England's greatest victory of modern times at the scene of the most harrowing defeat. It's just so good it simply has to be fattening.

For the last four years mere mention of the word 'Adelaide' was enough to cause grown Englishmen to rock to and fro while weeping softly and mumbling about "making the bad men stop". That might admittedly only have been this particular Englishman, but anyway.

So painful were the memories, so raw still the wounds that I could not imagine any way for one mere victory to provide what psychobabblers call closure.

But this was no mere victory.

This was as complete a performance as England have produced in my lifetime. Let us not sully out with talk of the appalling but hilarious awfulness of the Australians. Let us instead celebrate an England team whose top order is in such outrageous form that their most stylish batsman is required only to slap a few quick boundaries to set up a declaration, whose bowlers can run through an opposition batting line-up even when their numbers are reduced to three, whose fielding is so impressive that even the slightest fumble causes genuine surprise while the most impressive of catches appears run-of-the-mill and who beat Australia in Australia in a meaningful Ashes Test match by an innings. And a half. And 71 runs.

They even used the DRS system Quite Well. This truly was a perfect victory.

Such is England's current dominance (stretching back to halfway through the Brisbane Test) that the loss of Stuart Broad to injury is, while upsetting, hardly likely to derail the Ashes Express.

England, in an astonishing display of foresight and planning surely unequalled in their cricketing history, looked at a schedule of six Tests in seven weeks and thought "Hmm, might need some decent back-up bowlers here, and it might be worth giving the chaps a game or two to prepare".

Chris Tremlett is the obvious choice - especially for Perth even if it isn't the lightning WACA deck of old - but Ajmal Shahzad's reverse swing and endearing wide-eyed mentalism are not without their merits either.

Unless they go all negative - and this is England so it can't entirely be ruled out - and pick Tim Bresnan to stiffen a shaky-look batting line-up that has only managed 1137 for six in its last two efforts then all is well.

But above all this was a victory so complete, so rampant, so entirely one-sided from the moment Jonathan Trott threw down the stumps in the very first over that I can now once again hear the word Adelaide without breaking out in a cold sweat.

And that, surely, is the most important thing.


WHAT IS REQUIRED: Copy each line of the following data that contains "type".
━━━━━ INFORMATION GIVEN
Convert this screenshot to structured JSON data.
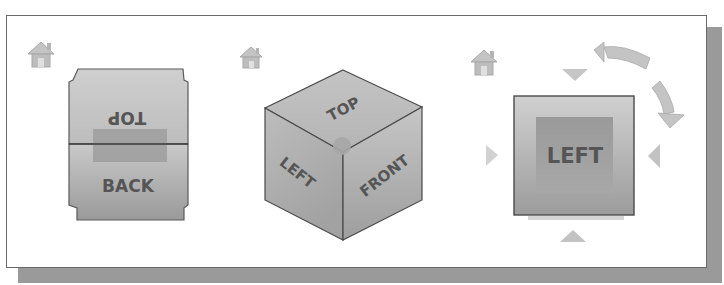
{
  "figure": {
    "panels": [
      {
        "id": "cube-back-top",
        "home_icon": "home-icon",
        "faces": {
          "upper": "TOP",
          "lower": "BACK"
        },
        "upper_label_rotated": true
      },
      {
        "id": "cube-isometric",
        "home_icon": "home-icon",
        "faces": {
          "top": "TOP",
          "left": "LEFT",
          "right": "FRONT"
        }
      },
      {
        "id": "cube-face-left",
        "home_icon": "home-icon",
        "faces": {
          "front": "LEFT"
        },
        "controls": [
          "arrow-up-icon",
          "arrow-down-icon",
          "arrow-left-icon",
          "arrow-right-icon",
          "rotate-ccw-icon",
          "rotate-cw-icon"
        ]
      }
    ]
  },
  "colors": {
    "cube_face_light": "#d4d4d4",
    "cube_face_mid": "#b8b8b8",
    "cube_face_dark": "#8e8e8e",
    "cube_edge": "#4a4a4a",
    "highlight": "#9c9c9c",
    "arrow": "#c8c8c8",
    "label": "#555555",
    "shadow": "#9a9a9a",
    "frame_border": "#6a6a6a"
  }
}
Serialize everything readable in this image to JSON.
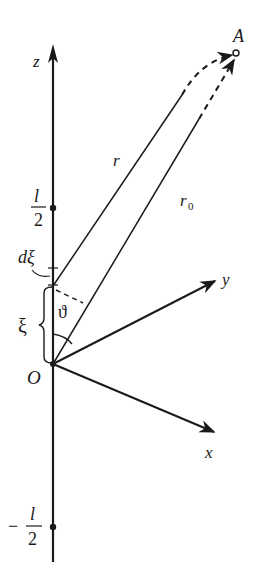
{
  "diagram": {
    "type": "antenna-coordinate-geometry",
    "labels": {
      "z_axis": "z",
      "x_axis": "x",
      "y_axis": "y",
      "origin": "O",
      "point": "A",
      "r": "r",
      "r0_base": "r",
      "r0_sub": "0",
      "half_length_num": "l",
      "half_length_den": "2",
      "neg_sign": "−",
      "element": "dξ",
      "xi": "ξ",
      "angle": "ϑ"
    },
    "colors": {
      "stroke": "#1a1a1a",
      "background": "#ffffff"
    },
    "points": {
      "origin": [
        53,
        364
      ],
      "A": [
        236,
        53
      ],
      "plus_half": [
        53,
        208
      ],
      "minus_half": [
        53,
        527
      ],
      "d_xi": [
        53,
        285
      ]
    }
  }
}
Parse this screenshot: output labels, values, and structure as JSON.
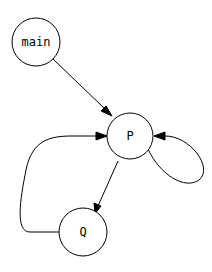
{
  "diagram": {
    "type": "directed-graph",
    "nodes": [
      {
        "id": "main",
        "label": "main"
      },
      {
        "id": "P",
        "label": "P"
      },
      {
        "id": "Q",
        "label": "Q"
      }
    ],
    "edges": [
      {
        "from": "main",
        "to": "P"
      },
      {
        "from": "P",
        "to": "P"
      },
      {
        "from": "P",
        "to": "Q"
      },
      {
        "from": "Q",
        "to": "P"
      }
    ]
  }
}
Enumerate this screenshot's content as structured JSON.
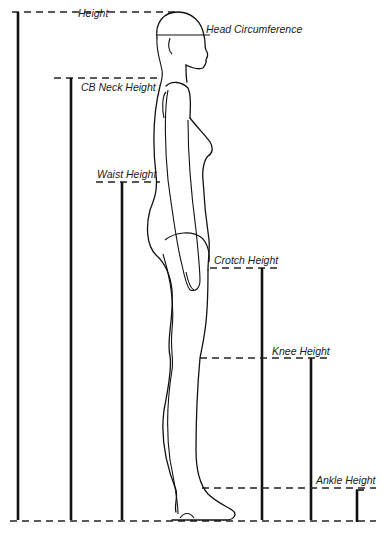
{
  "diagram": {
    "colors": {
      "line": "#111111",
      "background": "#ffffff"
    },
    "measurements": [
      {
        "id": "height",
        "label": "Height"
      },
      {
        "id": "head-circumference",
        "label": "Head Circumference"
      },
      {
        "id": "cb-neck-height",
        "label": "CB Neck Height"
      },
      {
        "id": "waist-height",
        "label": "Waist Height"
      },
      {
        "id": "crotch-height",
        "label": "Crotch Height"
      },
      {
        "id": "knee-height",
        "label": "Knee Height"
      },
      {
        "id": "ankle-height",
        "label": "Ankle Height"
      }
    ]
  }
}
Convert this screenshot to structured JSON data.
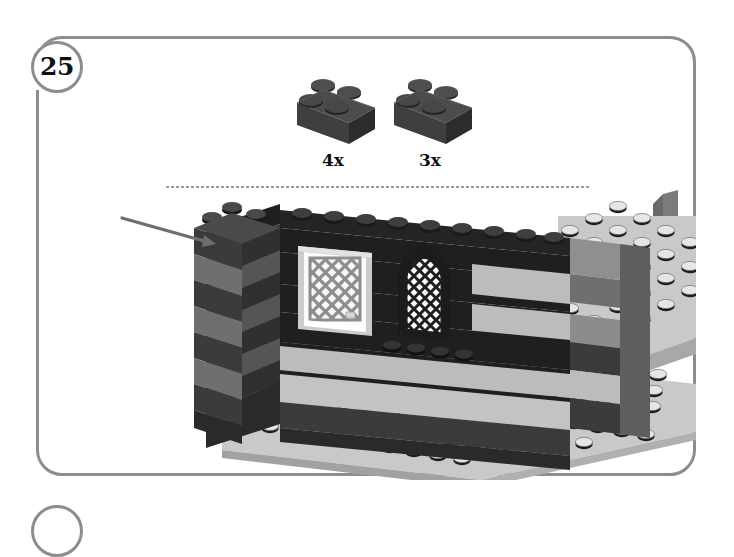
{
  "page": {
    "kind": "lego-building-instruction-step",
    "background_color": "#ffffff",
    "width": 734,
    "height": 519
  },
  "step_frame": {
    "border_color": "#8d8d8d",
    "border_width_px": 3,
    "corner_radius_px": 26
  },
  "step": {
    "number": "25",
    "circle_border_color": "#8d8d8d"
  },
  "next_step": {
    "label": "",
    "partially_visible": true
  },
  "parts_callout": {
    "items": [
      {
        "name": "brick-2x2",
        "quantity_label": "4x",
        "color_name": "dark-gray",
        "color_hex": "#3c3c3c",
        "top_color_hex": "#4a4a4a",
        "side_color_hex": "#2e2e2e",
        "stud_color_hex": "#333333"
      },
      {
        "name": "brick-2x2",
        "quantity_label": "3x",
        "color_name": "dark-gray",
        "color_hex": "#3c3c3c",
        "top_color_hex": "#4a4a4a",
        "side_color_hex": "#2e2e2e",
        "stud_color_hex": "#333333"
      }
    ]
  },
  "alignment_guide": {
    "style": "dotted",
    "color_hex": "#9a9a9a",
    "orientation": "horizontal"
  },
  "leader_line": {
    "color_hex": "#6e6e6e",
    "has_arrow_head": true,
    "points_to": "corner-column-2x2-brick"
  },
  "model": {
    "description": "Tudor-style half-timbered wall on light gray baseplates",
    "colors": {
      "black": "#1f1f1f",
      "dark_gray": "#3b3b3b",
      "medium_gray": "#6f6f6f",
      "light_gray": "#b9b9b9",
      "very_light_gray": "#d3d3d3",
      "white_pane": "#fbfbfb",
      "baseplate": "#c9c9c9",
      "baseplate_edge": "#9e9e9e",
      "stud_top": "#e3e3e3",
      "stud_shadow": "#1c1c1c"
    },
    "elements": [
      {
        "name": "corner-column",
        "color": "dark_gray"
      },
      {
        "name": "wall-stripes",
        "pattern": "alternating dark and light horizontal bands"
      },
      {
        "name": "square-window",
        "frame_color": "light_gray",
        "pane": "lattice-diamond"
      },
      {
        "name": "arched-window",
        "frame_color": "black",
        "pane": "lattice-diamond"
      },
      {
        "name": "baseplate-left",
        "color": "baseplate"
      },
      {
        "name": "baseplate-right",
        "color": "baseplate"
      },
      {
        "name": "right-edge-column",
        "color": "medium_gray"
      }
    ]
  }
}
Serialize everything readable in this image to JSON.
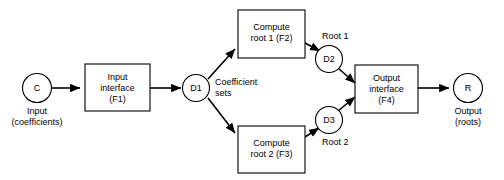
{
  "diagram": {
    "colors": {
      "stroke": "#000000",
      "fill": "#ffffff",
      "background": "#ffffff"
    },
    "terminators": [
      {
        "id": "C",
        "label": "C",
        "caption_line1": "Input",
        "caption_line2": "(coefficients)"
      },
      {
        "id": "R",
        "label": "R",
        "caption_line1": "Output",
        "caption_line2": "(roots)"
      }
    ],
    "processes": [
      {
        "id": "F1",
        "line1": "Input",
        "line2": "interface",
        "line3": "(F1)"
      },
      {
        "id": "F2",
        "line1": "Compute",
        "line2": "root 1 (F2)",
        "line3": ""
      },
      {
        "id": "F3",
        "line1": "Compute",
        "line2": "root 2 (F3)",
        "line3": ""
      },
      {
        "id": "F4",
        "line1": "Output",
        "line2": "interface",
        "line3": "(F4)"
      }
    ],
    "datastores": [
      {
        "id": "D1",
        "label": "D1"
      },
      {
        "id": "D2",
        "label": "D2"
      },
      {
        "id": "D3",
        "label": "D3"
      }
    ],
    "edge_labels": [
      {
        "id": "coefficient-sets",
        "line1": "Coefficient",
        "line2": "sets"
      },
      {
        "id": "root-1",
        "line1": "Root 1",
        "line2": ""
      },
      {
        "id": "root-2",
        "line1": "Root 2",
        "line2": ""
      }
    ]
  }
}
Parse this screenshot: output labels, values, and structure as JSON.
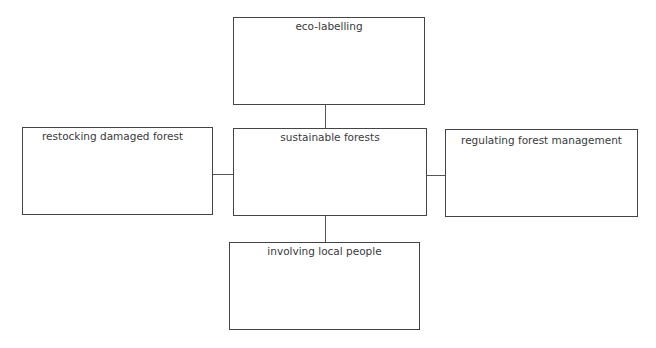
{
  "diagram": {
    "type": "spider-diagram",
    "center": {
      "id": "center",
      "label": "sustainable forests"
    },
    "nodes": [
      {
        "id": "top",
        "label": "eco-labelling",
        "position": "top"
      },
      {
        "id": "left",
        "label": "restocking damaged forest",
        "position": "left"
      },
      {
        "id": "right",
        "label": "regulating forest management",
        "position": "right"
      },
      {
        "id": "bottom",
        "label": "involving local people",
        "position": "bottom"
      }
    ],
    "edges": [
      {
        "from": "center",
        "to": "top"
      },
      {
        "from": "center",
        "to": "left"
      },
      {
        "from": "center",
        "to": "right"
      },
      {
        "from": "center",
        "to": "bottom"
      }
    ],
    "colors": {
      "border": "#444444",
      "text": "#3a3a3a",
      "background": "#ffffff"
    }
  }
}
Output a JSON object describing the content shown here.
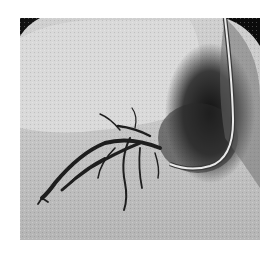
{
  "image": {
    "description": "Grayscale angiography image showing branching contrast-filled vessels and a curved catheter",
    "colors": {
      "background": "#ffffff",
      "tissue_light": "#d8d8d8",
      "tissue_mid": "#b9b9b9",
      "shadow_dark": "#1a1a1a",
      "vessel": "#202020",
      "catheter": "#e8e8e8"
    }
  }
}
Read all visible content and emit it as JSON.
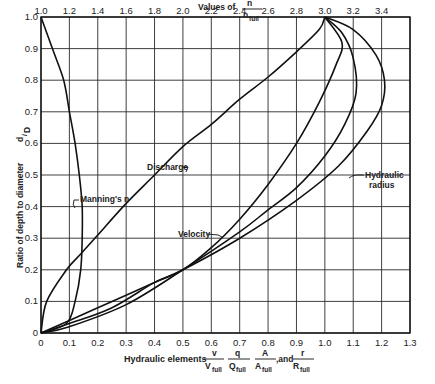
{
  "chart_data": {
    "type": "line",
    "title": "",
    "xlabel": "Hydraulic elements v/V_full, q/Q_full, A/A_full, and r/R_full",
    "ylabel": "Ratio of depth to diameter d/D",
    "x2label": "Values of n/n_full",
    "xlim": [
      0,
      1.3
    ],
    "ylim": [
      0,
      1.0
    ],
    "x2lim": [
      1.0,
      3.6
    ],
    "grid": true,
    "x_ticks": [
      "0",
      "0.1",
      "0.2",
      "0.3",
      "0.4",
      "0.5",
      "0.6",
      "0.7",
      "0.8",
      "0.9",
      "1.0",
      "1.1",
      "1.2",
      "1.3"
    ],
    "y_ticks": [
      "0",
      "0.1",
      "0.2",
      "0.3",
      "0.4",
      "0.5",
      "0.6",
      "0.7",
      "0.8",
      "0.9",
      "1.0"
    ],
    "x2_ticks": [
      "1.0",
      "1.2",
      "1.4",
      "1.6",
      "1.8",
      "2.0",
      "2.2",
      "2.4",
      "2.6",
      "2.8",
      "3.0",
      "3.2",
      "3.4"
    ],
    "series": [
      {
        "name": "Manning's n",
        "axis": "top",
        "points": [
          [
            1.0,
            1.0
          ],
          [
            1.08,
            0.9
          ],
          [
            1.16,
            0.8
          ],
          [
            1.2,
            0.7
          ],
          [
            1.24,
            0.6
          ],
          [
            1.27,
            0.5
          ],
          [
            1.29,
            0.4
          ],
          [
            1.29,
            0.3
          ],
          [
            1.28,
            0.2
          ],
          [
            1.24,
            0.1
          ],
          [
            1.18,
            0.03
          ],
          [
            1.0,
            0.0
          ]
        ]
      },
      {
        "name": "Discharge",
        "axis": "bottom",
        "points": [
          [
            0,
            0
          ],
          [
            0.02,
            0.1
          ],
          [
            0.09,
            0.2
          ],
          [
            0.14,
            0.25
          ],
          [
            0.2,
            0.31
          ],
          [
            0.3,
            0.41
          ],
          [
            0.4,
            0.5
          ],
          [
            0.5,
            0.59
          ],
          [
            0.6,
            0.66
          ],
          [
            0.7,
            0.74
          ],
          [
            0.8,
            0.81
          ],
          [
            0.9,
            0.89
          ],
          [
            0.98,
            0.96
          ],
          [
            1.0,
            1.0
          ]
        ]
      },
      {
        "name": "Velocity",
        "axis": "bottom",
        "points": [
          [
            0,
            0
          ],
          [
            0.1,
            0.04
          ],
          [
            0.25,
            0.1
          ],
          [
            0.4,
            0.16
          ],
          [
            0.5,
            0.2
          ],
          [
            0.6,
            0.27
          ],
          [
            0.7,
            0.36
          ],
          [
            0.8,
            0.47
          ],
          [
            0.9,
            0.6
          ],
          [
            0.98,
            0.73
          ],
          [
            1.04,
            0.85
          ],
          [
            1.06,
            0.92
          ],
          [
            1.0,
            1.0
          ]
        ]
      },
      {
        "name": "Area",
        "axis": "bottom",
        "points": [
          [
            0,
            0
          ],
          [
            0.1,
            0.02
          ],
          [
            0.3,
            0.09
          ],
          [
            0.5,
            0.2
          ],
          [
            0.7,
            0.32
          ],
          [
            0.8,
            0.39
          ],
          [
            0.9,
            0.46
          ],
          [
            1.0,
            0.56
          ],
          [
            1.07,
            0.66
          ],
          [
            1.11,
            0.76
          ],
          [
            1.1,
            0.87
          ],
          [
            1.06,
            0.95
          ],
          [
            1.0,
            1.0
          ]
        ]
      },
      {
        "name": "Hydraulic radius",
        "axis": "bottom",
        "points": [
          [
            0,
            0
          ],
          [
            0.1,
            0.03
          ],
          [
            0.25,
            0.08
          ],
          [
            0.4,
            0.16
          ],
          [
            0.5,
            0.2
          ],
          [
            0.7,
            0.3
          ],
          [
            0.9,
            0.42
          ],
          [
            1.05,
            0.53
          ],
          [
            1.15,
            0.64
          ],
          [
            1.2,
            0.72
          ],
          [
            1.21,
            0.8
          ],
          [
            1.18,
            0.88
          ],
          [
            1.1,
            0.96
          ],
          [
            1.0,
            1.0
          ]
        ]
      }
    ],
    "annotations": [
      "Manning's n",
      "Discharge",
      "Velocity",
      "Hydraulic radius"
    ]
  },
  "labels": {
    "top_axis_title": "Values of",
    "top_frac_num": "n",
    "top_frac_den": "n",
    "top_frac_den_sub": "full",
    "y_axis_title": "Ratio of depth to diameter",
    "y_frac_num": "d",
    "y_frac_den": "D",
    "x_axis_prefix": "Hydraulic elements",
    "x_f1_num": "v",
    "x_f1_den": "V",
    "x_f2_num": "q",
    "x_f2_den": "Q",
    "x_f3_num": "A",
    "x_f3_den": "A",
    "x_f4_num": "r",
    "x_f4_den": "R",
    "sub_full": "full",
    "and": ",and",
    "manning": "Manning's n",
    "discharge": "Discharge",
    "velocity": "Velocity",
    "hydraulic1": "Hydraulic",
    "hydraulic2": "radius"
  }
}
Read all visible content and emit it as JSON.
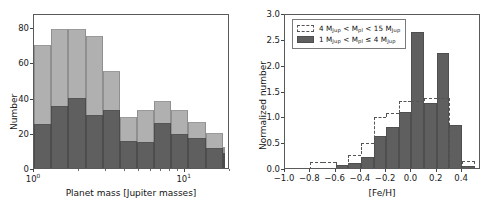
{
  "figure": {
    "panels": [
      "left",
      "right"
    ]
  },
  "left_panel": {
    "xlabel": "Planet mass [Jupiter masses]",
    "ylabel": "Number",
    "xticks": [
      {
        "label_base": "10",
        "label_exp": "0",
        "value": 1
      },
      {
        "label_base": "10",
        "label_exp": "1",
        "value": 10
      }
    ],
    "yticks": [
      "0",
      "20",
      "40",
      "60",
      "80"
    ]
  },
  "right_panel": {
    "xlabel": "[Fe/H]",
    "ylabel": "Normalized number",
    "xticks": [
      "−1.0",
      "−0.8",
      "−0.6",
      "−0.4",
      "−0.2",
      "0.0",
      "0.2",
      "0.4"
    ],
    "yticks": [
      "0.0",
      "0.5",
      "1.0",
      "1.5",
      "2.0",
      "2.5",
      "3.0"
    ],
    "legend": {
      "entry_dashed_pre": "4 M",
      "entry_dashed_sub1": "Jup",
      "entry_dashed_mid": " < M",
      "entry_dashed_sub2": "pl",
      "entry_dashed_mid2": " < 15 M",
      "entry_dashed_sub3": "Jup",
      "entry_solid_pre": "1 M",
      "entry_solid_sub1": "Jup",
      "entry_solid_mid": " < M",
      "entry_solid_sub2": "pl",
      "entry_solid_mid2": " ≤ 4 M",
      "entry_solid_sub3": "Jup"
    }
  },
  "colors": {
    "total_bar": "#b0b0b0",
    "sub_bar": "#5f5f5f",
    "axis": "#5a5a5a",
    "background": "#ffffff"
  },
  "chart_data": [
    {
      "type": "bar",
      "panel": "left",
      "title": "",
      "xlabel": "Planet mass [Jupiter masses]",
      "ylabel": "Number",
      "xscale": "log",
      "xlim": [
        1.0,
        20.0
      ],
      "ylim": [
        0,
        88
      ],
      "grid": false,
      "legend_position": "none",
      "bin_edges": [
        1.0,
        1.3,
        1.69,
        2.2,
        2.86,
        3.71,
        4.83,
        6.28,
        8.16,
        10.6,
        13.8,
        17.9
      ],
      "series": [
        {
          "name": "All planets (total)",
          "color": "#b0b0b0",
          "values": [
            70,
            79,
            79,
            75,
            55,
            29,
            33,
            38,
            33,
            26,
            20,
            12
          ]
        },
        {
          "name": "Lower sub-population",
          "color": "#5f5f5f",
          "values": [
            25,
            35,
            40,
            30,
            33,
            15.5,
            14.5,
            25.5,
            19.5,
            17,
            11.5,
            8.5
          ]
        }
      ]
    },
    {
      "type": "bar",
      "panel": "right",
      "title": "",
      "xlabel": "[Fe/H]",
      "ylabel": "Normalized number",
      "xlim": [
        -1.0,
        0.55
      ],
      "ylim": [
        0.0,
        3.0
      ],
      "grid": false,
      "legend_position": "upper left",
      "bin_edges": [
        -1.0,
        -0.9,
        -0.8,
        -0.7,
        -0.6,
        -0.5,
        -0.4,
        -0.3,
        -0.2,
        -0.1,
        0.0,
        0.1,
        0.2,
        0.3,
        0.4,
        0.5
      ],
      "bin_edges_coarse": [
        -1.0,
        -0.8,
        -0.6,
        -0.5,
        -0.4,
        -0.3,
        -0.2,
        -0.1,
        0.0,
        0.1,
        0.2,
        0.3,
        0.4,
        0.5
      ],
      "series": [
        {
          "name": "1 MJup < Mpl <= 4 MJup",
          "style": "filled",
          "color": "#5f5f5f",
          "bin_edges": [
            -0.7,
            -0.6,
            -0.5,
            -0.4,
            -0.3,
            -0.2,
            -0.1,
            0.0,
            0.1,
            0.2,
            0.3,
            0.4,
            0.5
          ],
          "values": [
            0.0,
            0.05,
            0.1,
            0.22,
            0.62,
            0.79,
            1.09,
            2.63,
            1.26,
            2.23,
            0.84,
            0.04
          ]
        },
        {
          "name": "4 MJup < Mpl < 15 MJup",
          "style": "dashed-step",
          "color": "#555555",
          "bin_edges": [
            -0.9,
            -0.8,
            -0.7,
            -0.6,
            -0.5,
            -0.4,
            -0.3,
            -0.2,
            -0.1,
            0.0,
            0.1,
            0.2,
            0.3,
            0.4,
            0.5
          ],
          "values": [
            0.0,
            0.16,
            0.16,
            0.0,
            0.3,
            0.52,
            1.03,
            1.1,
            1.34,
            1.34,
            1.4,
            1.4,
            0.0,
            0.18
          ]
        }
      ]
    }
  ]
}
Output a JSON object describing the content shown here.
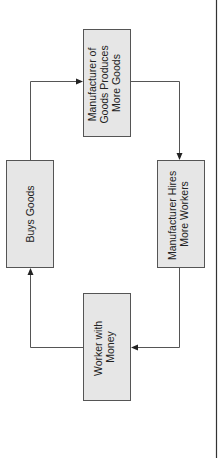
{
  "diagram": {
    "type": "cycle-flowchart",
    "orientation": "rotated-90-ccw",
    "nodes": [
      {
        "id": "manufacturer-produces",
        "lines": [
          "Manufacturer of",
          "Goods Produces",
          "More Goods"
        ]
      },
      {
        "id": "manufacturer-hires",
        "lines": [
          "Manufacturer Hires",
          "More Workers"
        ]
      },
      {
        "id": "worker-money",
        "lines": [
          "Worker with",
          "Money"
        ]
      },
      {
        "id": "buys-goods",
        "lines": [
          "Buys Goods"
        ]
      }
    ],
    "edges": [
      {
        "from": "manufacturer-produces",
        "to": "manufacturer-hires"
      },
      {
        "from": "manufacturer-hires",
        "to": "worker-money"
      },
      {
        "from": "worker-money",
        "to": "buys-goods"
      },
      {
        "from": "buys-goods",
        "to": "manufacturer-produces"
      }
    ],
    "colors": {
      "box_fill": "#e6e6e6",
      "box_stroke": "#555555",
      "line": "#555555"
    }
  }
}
━━━━━━━━━━
ANSWER TO THIS EXERCISE:
    "type": "antenna-coordinate-geometry",
    "type": "directed-graph",
    "type": "spider-diagram",
    "type": "line",
      "type": "bar",
      "type": "bar",
    "type": "cycle-flowchart",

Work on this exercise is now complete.